Boko Haram fighters returning to Sambisa forest, says report
Members of a faction of Boko Haram are regrouping, re-arming and returning to the Sambisa Forest area, a report by the United Nations High Commission for Refugees (UNHCR) has warned.
The commission has also expressed worry about the increase in the number of children used as suicide bombers from nine in 2016 to 27 in the first quarter of the year.
The regrouping and returning of insurgents to the Sambisa forest may rubbish the successes recorded so far by the Federal Government in the anti-terrorism fight and worsen the security situation in the affected parts of the country.
UNHCR, in the statement made available to The Guardian through the UN Office for the Coordination of Humanitarian Affairs (OCHA), said the increase in the number of IED attacks around Maiduguri and Southern Borno had raised concern over the safety of the IDPs in the camps.
According to the report, the security situation is also the same with Cameroon, as there has been an increase in the number of incursions with deadly attacks, suicide bombings and kidnappings occurring on a regular basis. It added that the security situation in Niger Republic had deteriorated as Boko Haram insurgents carried out a major attack on Niger Security and Defence Force position near Gueskerou and allegedly stole food stocks, medication and cattle from various locations.
The Nigeria Northeast Humanitarian Emergency situation report reveals that currently, over 4.7 million people are estimated to be faced with insecurity in the most crisis-affected states of Borno, Adamawa and Yobe, maintaining that the number could rise to 5.2 million between June and August if adequate measures were not put in place to address the situation. It further revealed that additional 2500people had been displaced from Dikwa, Gwoza and Bama Local government areas during the reporting period.
As at April, UNHCR and the Nigerian Immigration Service (NIS) had registered a total of 260,000 people who returned from Cameroon, Niger Republic and Chad, out of who only three per cent were recorded as refugees in the countries of asylum, while 86 per cent were not registered, the report revealed.

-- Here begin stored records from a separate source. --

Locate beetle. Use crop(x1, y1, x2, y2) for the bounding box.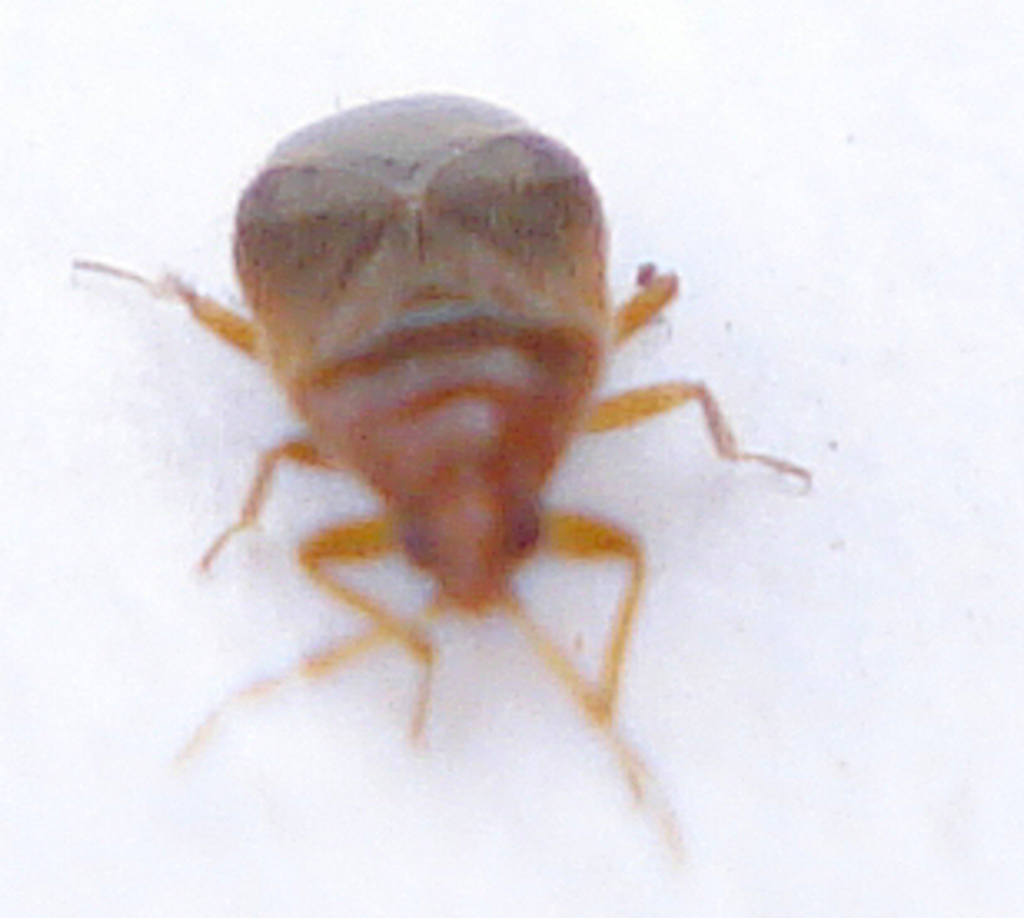
crop(96, 136, 801, 825).
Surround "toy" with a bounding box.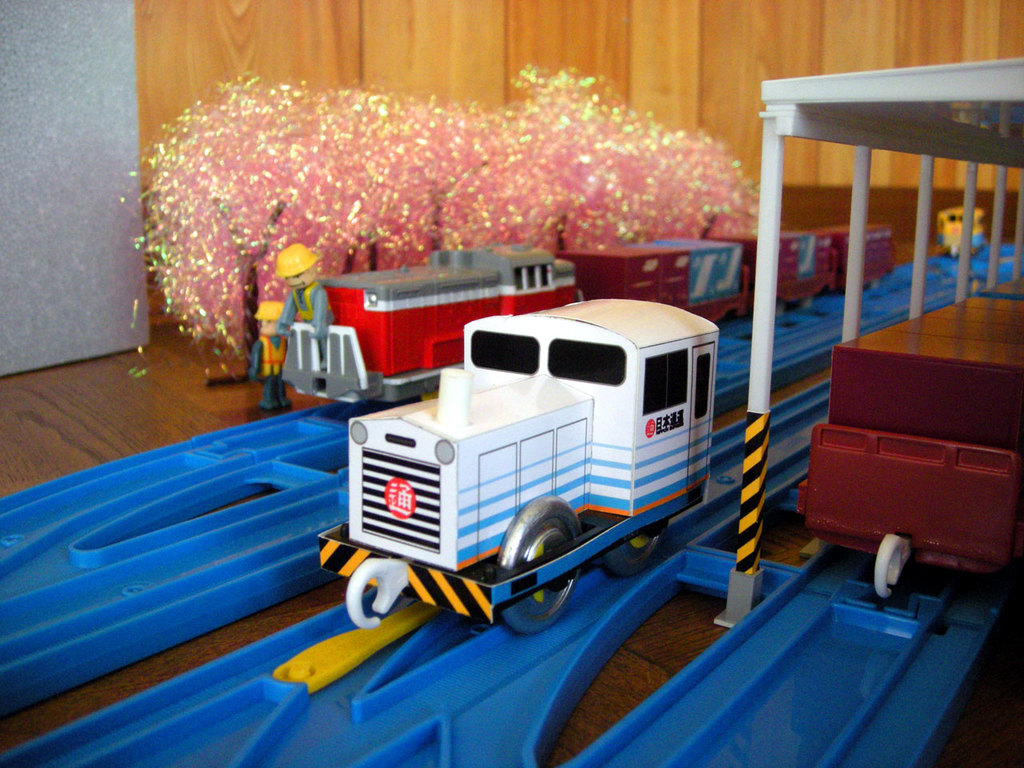
306,292,724,636.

According to the UN agency, the main reasons given by the refugee returnees are the need to participate in upcoming local elections, return to stability in areas of origin, resume economic activities as well as lack of food and water in their hosting areas.

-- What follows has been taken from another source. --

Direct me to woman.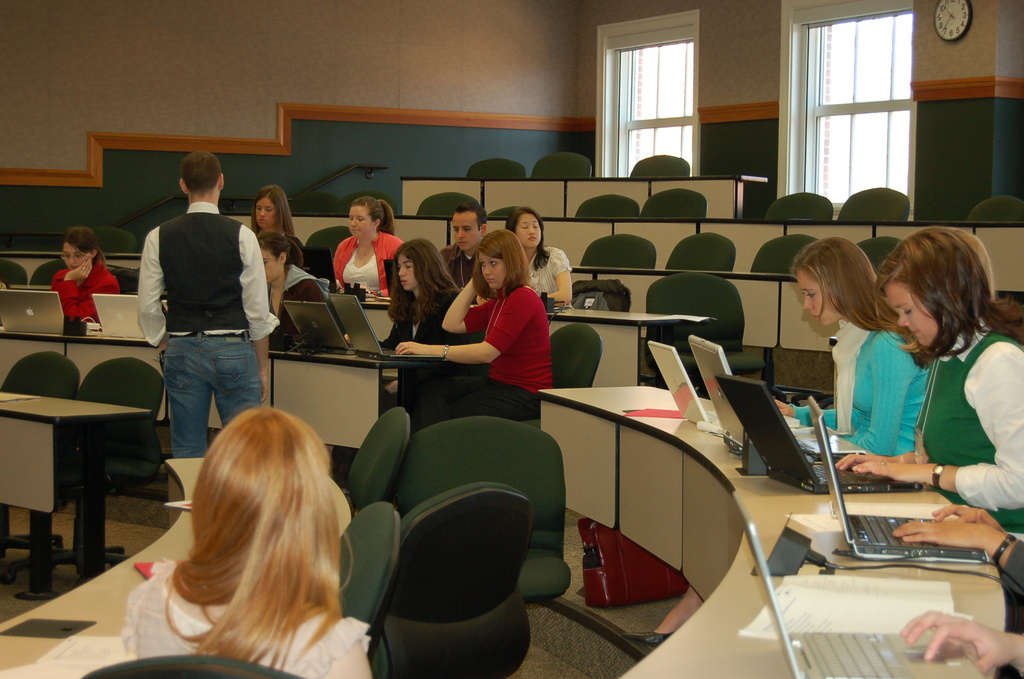
Direction: BBox(771, 231, 926, 457).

There is the fear that recently released Boko Haram suspects may have been regrouping in the forest. Some human rights organisations and indeed Nigerians had criticised the swapping of Boko Haram suspects for abducted Chibok girls.

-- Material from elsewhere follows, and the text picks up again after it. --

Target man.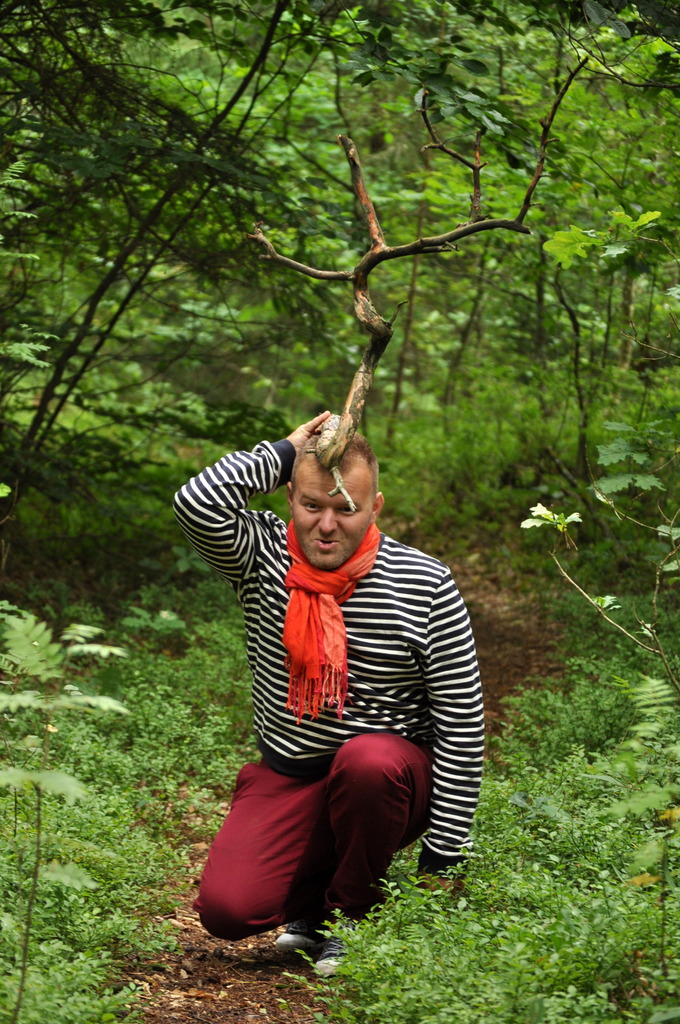
Target region: bbox=[165, 408, 492, 977].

At the forefront of the criticism is the Human Rights Writers Association of Nigeria (HURIWA). The group flayed the recent claim of the release by so-called Boko Haram terrorists of 82 hitherto kidnapped Chibok school girls and the constant release from detentions of detained Boko Haram terror suspects by the military authorities without the office of the Federal Attorney General subjecting them to criminal prosecution over the four-year-long bombing campaigns that slaughtered over 30,000 innocent Nigerians.
But a retired Commissioner of Police, Frank Odita told The Guardian that the Sambisa forest was too hot for Boko Haram to regroup in.
He said: “I don’t see how they can regroup in Sambisa forest because the Nigerian army has taken over the place. The air raid that is going on in Sambisa forest is so intense that no terrorist would find it safe to be there. They can be regrouping somewhere else where they carry out their hit-and-run bombing.
“Their reign is over and people should see it that way. Although I frowned at the swapping of Boko Haram suspects for Chibok girls. I don’t know why the Federal Government took that action. Maybe the pressure was too much on them, but saying the Boko Haram insurgents are regrouping in Sambisa forest cannot be true.”
A retired military officer and President of Private Security practitioners, David Akhimien, however, said it was possible for the insurgents to regroup. “It may not be in Sambisa. It may be anywhere, but not Sambisa. Regrouping is a part of war. With modern technology, it is possible for any gang to regroup anywhere but definitely not in Sambisa forest.”
Attempts by The Guardian to reach the army spokesman, Brigadier General Usman for reaction failed as his phone rang several times without any response.